Welcome to Woodworks Made Easy

Practice any art, however well or badly, not to get money and fame, but to find out what's inside you.
--- Kurt Vonnegut

Pictures are meant to be self explanatory, and for visual clarity you may
click on each photo to enlarge. For older projects see Blog Archive. I don't specialize on a particular genre so there is quite a variety of projects for a number of different interests.

Even if you are not a woodworker but you like some or all of the projects, have your local crafts person make them for you from the ideas and photos you see here. For a particular project just click the specific title on the Blog Archive list (right side column below).

For anyone willing to learn or begin to do woodworking for the first time, please read first from the Blog Archive, "How and Where to Begin a Woodworking Hobby.

And it is not for men only. Read my note on "Women in Woodworking" from Blog Archive, April 2010.


click on each photo to enlarge


Thursday, February 9, 2023

The Other Method of Hanging an Orchid Indoor

As always, with most hobbyists, we learn immediately after finishing a project, another method of doing something.  Whether it is one or two more steps or one completely different way, we find that there is a better way, or at the very least, just merely a different way.  That's what makes hobbies interesting, if not only less boring.  And it can go either way in terms of complexity.  One may simplify a method, or make it more complicated.  And then I tried another use for baking soda - in the glue up process.  Baking soda, like vinegar, continues to be one household item that is always looking for another way to be useful.

First, for the "ears" I found some left over polycarbonate.  Its white color matches with the ceramic container.  As with the previous project I drilled three equidistant holes around the rim and fastened the "ears" like so, below. 


I used the baking soda powder as filler between the gap before smearing  drops of the CA glue (crazy glue) at the joints.  I sprayed an accelerator to instantly harden the glued joints.

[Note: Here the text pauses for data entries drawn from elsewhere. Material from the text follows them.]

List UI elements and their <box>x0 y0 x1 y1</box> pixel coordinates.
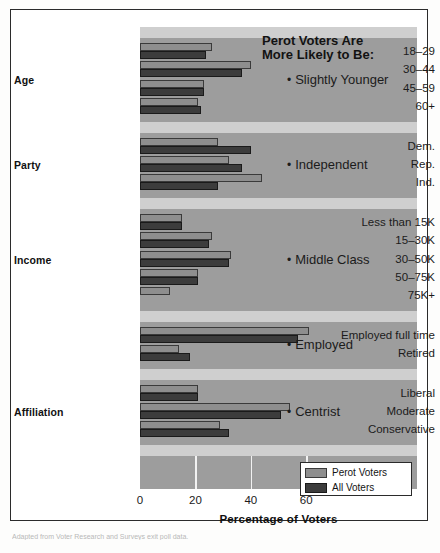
chart-page: 18–2930–4445–5960+AgeDem.Rep.Ind.PartyLe… <box>0 0 440 553</box>
separator-band <box>140 445 417 456</box>
legend-swatch-perot <box>305 468 327 478</box>
bullet-icon: • <box>287 338 291 352</box>
separator-band <box>140 311 417 322</box>
bullet-icon: • <box>287 405 291 419</box>
legend-swatch-all <box>305 483 327 493</box>
bar-all <box>140 240 209 248</box>
bar-perot <box>140 327 309 335</box>
separator-band <box>140 369 417 380</box>
bar-all <box>140 164 242 172</box>
bar-all <box>140 353 190 361</box>
bar-perot <box>140 232 212 240</box>
bar-perot <box>140 287 170 295</box>
group-label-affiliation: Affiliation <box>14 406 64 418</box>
bar-all <box>140 146 251 154</box>
annotation-employment: •Employed <box>287 337 353 352</box>
category-label: Ind. <box>308 177 440 188</box>
annotation-label: Slightly Younger <box>295 72 388 87</box>
separator-band <box>140 122 417 133</box>
bar-all <box>140 393 198 401</box>
category-label: 75K+ <box>308 290 440 301</box>
bar-all <box>140 411 281 419</box>
group-label-party: Party <box>14 159 41 171</box>
category-label: Conservative <box>308 424 440 435</box>
annotation-label: Independent <box>295 157 367 172</box>
figure-caption: Adapted from Voter Research and Surveys … <box>12 533 432 540</box>
x-tick-20: 20 <box>189 494 202 506</box>
bar-all <box>140 222 182 230</box>
annotation-label: Centrist <box>295 404 340 419</box>
annotation-label: Employed <box>295 337 353 352</box>
annotation-party: •Independent <box>287 157 368 172</box>
bar-all <box>140 51 206 59</box>
bar-perot <box>140 174 262 182</box>
legend-label-perot: Perot Voters <box>332 467 387 478</box>
group-label-age: Age <box>14 74 34 86</box>
bar-perot <box>140 98 198 106</box>
bar-all <box>140 106 201 114</box>
category-label: Liberal <box>308 388 440 399</box>
bar-perot <box>140 156 229 164</box>
legend-item-perot: Perot Voters <box>305 466 407 479</box>
bar-perot <box>140 251 231 259</box>
callout-title-line2: More Likely to Be: <box>262 48 374 63</box>
separator-band <box>140 198 417 209</box>
category-label: Less than 15K <box>308 217 440 228</box>
bullet-icon: • <box>287 73 291 87</box>
legend-label-all: All Voters <box>332 482 374 493</box>
bar-perot <box>140 345 179 353</box>
bar-all <box>140 88 204 96</box>
annotation-label: Middle Class <box>295 252 369 267</box>
x-tick-40: 40 <box>244 494 257 506</box>
bar-perot <box>140 80 204 88</box>
bar-perot <box>140 403 290 411</box>
annotation-income: •Middle Class <box>287 252 370 267</box>
bar-perot <box>140 385 198 393</box>
bar-all <box>140 277 198 285</box>
bar-all <box>140 429 229 437</box>
bar-perot <box>140 61 251 69</box>
annotation-affiliation: •Centrist <box>287 404 340 419</box>
bar-all <box>140 259 229 267</box>
category-label: 15–30K <box>308 235 440 246</box>
bar-all <box>140 335 298 343</box>
x-tick-0: 0 <box>137 494 143 506</box>
chart-legend: Perot Voters All Voters <box>300 462 412 496</box>
bar-perot <box>140 421 220 429</box>
bullet-icon: • <box>287 158 291 172</box>
bar-all <box>140 182 218 190</box>
group-label-income: Income <box>14 254 51 266</box>
bar-perot <box>140 269 198 277</box>
bar-all <box>140 69 242 77</box>
x-axis-title: Percentage of Voters <box>140 513 417 525</box>
annotation-age: •Slightly Younger <box>287 72 388 87</box>
category-label: 60+ <box>308 101 440 112</box>
bar-perot <box>140 138 218 146</box>
bar-perot <box>140 214 182 222</box>
legend-item-all: All Voters <box>305 481 407 494</box>
category-label: Dem. <box>308 141 440 152</box>
bullet-icon: • <box>287 253 291 267</box>
bar-perot <box>140 43 212 51</box>
category-label: 50–75K <box>308 272 440 283</box>
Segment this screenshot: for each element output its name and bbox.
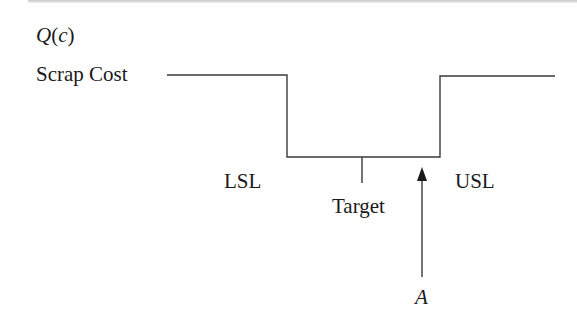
- a-label: A: [415, 287, 428, 308]
- close-paren: ): [68, 23, 75, 47]
- function-argument: c: [58, 23, 67, 47]
- lsl-label: LSL: [224, 171, 261, 192]
- target-label: Target: [332, 196, 385, 217]
- y-axis-label: Q(c): [36, 25, 75, 46]
- step-loss-function-diagram: [0, 0, 577, 314]
- loss-curve: [167, 75, 555, 157]
- scrap-cost-label: Scrap Cost: [36, 64, 128, 85]
- function-symbol: Q: [36, 23, 51, 47]
- arrow-up-icon: [417, 167, 427, 181]
- usl-label: USL: [455, 171, 495, 192]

Another simplified step in the process was to merely drill holes at both ends of the clear 1/4 inch polycarbonate rod.  Two ordinary key rings completed both ends for hooks to connect to.




Tiny holes drilled on each of the three "ears" provide a way to thread the strings that are secured with tiny rings that act as stoppers.  The two following photos best explain how they work.

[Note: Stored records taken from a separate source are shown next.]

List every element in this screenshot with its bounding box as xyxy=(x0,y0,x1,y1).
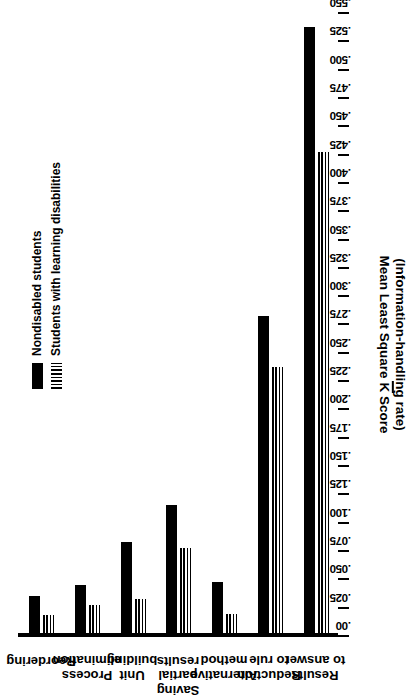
category-label: Reordering xyxy=(0,653,101,668)
axis-tick xyxy=(338,522,349,524)
axis-tick xyxy=(338,210,349,212)
bar-group xyxy=(18,8,64,633)
axis-tick xyxy=(338,239,349,241)
value-axis-line xyxy=(18,633,338,637)
axis-tick-label: .00 xyxy=(336,620,351,632)
bar-learning-disabilities xyxy=(180,548,191,633)
bar-nondisabled xyxy=(166,505,177,633)
bar-group xyxy=(292,8,338,633)
axis-tick xyxy=(338,352,349,354)
bar-group xyxy=(109,8,155,633)
bar-group xyxy=(64,8,110,633)
axis-tick xyxy=(338,97,349,99)
bar-nondisabled xyxy=(304,27,315,633)
axis-tick xyxy=(338,408,349,410)
bar-groups xyxy=(18,8,338,633)
bar-group xyxy=(201,8,247,633)
bar-learning-disabilities xyxy=(89,605,100,633)
bar-group xyxy=(247,8,293,633)
axis-tick xyxy=(338,550,349,552)
plot-area: .550.525.500.475.450.425.400.375.350.325… xyxy=(18,8,338,637)
bar-learning-disabilities xyxy=(135,599,146,633)
axis-tick xyxy=(338,154,349,156)
axis-tick xyxy=(338,40,349,42)
axis-tick xyxy=(338,493,349,495)
axis-tick xyxy=(338,295,349,297)
axis-title-line2: (Information-handling rate) xyxy=(392,0,408,689)
axis-tick xyxy=(338,437,349,439)
bar-learning-disabilities xyxy=(272,367,283,633)
bar-group xyxy=(155,8,201,633)
bar-nondisabled xyxy=(258,316,269,633)
axis-title-line1: Mean Least Square K Score xyxy=(376,0,392,689)
bar-nondisabled xyxy=(29,596,40,633)
axis-tick xyxy=(338,324,349,326)
bar-learning-disabilities xyxy=(43,615,54,633)
axis-tick xyxy=(338,12,349,14)
bar-nondisabled xyxy=(212,582,223,633)
axis-tick xyxy=(338,125,349,127)
axis-tick xyxy=(338,465,349,467)
axis-tick xyxy=(338,69,349,71)
bar-learning-disabilities xyxy=(318,152,329,633)
axis-tick xyxy=(338,635,349,637)
value-axis-title: (Information-handling rate) Mean Least S… xyxy=(376,0,408,689)
axis-tick xyxy=(338,578,349,580)
bar-learning-disabilities xyxy=(226,614,237,633)
bar-nondisabled xyxy=(121,542,132,633)
axis-tick xyxy=(338,267,349,269)
axis-tick xyxy=(338,607,349,609)
axis-tick xyxy=(338,380,349,382)
axis-tick xyxy=(338,182,349,184)
bar-nondisabled xyxy=(75,585,86,633)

The second orchid to the right (first project) had already lost its bloom. But there is hope it will continue to grow.  The sellers of orchids finally let out the secret to watering.  These orchids came with a watering cup.  The grower recommends two of these once a week. It is actually the equivalent to the volume of water in one standard kitchen measuring cup.

 
Hobby Lobby and online retailers, including Wal-Mart, sell CA and accelerators.  BSI - the brand I've been using - sell both as a pack. And don't forget the humble baking soda, if you need it as a filler.  I've red that Styrofoam - crushed or shredded to fine particles work just as well.











Saturday, February 4, 2023

Tea Kettle Stand

I only occasionally drink tea. And when I did it was always from out of tea bags.

It had been cold, rainy during the last days of January. I was going through the cupboards and saw several special tea given to us by friends from Taiwan and Vietnam not too long ago that we've not gotten around to try. So, I rummage through the lower cabinets to find a tea kettle. A gift from long ago that just sat there in the dark corner.

Cold to do anything outside, hardwood scraps lying around, pieces of stuff waiting to be re-purposed, I went to work.

Cut and glued two thin pieces of oak. Two small wooden cones left over from another project.


Made a circle out of a square


From an earlier project five years ago that was waiting to be re-purposed

A planter stand it used to be will have another use.

Cutting the tips of the cones to precise heights was a challenge that took a while to figure out. Aha! I drilled two 3/8 inch holes into a scrap board. Using a level ensured that the two cones will be cut precisely.

With CA glue and accelerator I fastened the two cones, then cut with a flushing saw. 

Below shows the method to the madness.  A spacer circle ensures the desired height for the two conjoined cones.

More detailed method to the madness

The mini round table is what will support the tea kettle ..

.. which makes it look like the outstretched four arms are supporting it.




I cannot help but to call a tea strainer a steeping tool; a weak attempt at a sort of word play on the stepping stool. Corny humor aside, this stainless contraption will strain tea effectively.


Keeping the tea kettle in full view by the counter top will help to make me a regular tea consumer. However, I may not develop the taste to add milk to it, as those from across the pond and in all its past colonies will have us believe is the greatest thing for tea.  I think that idea was lost on that fateful morning on December 16, 1773 along with all the 342 crates of tea that went into the bottom of the Boston harbor.  Just teasing, my British friends 😇 I believe milk-free tea is only true in the U.S. and a few other non-conformist countries.